FTX bankruptcy is ‘somebody running a company that’s just dumb-as-f—ing greedy,’ says Mark Cuban


Billionaire tech entrepreneur and Dallas Mavericks owner Mark Cuban has offered his perspective on the implosion of crypto platform FTX late this week.

‘That’s somebody running a company that’s just dumb-as-fucking greedy.’


— Mark Cuban

Cuban, speaking on Friday at a conference in Washington, D.C., hosted by Sports Business Journal, shared the view that avarice was at the root of the downfall of onetime crypto darling Sam Bankman-Fried, whose firm, FTX Group, has filed for Chapter 11 bankruptcy.

“So what does Sam Bankman [Fried] do? He’s just ‘Gimme more, gimme more, gimme more.’ So I’m gonna borrow money, loan it to an affiliated company and hope and pretend to myself that the [FTX tokens] that are in there on my balance sheet are gonna sustain their value.”

Check out: Mark Cuban says buying metaverse real estate is ‘the dumbest shit ever’

FTX’s collapse marks a stunning turnabout for a company that was once valued at $26 billion and whose founder, Bankman-Fried, was viewed by many in the crypto industry as a venerable actor in the Wild West of digital exchanges.

On Thursday, the 30-year-old entrepreneur tweeted: “I f—ked up, and should have done better,” referencing the collapse of his exchange.

Embattled FTX, short billions of dollars, sought bankruptcy protection after the exchange experienced the crypto equivalent of a bank run. FTX, an affiliated hedge fund called Alameda Research, and dozens of related companies also filed a bankruptcy petition in Delaware on Friday morning. Boasting a nearly $16 billion fortune till recently, Bankman-Fried’s net worth has all but evaporated in the wake of the FTX implosion, according to the Bloomberg Billionaires Index.

The price of FTX’s native token, FTT, went down by about 88.8% over the past seven days to around $2.74, according to CoinMarketCap data.

The U.S. Justice Department and the Securities and Exchange Commission are looking into the crypto exchange to determine whether any criminal activity or securities offenses occurred.

Regulators are examining whether FTX used customer deposits to fund bets at Alameda, a no-no in traditional markets, according to reports.

Cuban, who is one of the stars of the investing show “Shark Tank” and sold Broadcast.com to Yahoo in 1999 before going no to acquire the NBA’s Dallas Mavericks, is a big investor in crypto and blockchain-related platforms. According to a CNBC report, he has said that 80% of his investments that aren’t on “Shark Tank” are crypto-centric.

See: Tom Brady, Steph Curry and Kevin O’Leary set to lose big from FTX bankruptcy filing

For his part, Cuban is part of a class-action lawsuit aimed at a group accused of misleading investors into signing up for accounts with crypto platform Voyager Digital, which filed for bankruptcy in July. The suit alleges that Cuban touted his support for Voyager and referred to it “as close to risk-free as you’re gonna get in the crypto universe.”

Cuban mentioned Voyager in his Friday interview. Representatives for the billionaire investor didn’t immediately respond to a MarketWatch request for comment.

The Mavericks owner took to Twitter on Saturday to say that the crypto implosions “have been banking blowups. Lending to the wrong entity, misvaluations of collateral, arrogant arbs, followed by depositor runs.”

Cuban’s net worth is $4.6 billion, according to Forbes.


* PROBLEM TO WORK ON *
For the records below, print the lines from the line with "The image size is (1340, 816)." through the line with "Image resolution: width=537" exactly as written; include both end lines and exclude the rest.

(Dataset excerpts)
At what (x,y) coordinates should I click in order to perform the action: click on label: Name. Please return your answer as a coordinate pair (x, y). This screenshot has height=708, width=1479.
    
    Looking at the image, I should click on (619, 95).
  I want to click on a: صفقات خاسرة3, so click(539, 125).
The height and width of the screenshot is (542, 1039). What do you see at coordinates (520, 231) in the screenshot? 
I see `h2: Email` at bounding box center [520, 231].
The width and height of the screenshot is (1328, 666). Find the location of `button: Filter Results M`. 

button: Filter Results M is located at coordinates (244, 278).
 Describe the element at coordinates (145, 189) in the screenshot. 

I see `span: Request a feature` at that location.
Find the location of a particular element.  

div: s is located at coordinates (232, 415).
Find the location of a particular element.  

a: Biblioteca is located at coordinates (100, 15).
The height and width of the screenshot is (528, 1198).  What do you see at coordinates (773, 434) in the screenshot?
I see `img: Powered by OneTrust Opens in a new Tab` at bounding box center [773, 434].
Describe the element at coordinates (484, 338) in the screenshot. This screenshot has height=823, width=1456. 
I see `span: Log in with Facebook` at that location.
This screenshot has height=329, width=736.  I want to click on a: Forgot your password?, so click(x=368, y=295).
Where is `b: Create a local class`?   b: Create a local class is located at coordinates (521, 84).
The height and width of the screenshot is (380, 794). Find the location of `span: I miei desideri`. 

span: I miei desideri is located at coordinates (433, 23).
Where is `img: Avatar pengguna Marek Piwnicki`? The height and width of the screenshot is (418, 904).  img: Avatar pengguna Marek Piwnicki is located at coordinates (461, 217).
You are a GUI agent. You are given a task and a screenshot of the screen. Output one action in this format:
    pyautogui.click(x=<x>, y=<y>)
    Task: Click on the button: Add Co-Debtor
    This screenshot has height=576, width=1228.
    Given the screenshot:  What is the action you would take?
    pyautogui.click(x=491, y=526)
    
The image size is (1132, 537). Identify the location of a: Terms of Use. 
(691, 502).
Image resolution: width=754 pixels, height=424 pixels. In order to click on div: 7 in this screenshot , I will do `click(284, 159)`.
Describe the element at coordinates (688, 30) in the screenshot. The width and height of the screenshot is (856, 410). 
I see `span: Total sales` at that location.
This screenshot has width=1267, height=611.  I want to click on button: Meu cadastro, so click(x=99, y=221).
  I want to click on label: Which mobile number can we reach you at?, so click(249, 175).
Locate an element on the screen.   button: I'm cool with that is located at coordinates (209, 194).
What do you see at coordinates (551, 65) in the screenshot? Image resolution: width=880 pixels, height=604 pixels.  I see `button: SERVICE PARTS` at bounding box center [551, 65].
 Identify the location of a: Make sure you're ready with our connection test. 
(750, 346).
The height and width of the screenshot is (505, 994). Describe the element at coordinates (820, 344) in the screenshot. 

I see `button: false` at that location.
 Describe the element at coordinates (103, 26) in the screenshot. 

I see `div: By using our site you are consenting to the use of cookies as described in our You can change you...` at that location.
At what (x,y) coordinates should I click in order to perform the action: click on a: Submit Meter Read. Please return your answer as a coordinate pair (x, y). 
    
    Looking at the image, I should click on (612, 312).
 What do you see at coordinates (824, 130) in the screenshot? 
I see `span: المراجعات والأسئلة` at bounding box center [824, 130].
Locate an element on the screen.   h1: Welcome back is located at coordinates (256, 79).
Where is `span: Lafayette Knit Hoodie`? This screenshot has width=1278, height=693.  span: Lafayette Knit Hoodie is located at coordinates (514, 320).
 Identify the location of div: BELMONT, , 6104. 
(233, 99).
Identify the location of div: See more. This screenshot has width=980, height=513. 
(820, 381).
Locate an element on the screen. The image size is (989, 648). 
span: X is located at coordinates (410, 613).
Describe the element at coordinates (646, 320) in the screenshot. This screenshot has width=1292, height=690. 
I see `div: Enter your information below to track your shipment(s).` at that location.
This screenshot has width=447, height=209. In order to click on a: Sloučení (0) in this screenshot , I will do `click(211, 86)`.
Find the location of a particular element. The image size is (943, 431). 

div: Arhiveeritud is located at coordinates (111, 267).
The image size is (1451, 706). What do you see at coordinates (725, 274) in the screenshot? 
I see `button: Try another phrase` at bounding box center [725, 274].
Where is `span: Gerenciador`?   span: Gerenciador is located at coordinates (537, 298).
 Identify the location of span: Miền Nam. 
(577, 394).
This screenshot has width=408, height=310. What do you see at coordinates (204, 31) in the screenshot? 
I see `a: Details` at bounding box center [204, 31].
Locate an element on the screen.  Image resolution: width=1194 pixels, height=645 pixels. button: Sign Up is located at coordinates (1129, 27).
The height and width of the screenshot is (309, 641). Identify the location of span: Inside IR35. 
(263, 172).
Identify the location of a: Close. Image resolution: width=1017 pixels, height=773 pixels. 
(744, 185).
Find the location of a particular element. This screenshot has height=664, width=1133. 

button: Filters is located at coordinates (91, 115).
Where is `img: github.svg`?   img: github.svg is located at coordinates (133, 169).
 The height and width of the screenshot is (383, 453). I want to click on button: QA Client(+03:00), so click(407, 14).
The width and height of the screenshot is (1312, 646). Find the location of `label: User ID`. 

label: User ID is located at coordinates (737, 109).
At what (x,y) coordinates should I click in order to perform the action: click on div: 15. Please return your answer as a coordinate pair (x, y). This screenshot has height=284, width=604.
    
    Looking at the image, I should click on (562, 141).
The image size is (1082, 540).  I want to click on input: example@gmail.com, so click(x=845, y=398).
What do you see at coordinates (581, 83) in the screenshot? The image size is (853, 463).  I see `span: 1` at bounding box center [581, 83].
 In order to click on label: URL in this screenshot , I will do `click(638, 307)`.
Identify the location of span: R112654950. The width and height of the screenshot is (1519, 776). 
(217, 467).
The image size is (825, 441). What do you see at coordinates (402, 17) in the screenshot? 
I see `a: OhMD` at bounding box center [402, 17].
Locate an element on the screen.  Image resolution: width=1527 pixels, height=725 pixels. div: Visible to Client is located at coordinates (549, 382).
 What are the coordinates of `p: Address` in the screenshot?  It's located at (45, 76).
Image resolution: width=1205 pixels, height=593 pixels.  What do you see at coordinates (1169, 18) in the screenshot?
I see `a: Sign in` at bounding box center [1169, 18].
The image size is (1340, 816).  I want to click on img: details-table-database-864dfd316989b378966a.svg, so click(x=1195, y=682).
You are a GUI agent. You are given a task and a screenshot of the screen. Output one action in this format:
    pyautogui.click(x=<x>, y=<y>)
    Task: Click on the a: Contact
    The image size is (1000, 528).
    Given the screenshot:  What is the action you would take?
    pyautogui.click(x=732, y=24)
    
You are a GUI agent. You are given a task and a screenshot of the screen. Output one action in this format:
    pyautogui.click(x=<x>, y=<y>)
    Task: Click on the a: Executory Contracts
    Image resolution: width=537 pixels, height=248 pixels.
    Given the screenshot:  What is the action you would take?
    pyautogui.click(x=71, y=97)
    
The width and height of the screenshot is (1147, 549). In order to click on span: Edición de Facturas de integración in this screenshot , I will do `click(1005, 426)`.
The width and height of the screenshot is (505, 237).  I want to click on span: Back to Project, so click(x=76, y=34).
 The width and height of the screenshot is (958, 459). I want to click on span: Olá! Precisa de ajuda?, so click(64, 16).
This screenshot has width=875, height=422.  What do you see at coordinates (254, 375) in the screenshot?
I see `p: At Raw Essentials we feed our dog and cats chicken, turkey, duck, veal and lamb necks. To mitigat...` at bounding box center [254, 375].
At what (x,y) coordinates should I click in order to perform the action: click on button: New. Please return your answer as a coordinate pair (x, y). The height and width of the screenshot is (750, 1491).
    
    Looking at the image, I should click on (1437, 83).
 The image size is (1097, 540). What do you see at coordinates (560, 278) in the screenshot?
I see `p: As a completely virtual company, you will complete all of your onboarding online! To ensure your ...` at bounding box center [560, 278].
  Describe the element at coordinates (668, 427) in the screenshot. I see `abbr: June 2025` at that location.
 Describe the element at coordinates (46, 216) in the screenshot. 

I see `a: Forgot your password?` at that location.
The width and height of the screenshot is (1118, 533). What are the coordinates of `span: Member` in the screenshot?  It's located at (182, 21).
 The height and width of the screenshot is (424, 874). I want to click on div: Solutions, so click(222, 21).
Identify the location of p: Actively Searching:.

* TASK SOLUTION *
The image size is (1340, 816).  I want to click on img: details-table-database-864dfd316989b378966a.svg, so click(x=1195, y=682).
You are a GUI agent. You are given a task and a screenshot of the screen. Output one action in this format:
    pyautogui.click(x=<x>, y=<y>)
    Task: Click on the a: Contact
    The image size is (1000, 528).
    Given the screenshot:  What is the action you would take?
    pyautogui.click(x=732, y=24)
    
You are a GUI agent. You are given a task and a screenshot of the screen. Output one action in this format:
    pyautogui.click(x=<x>, y=<y>)
    Task: Click on the a: Executory Contracts
    Image resolution: width=537 pixels, height=248 pixels.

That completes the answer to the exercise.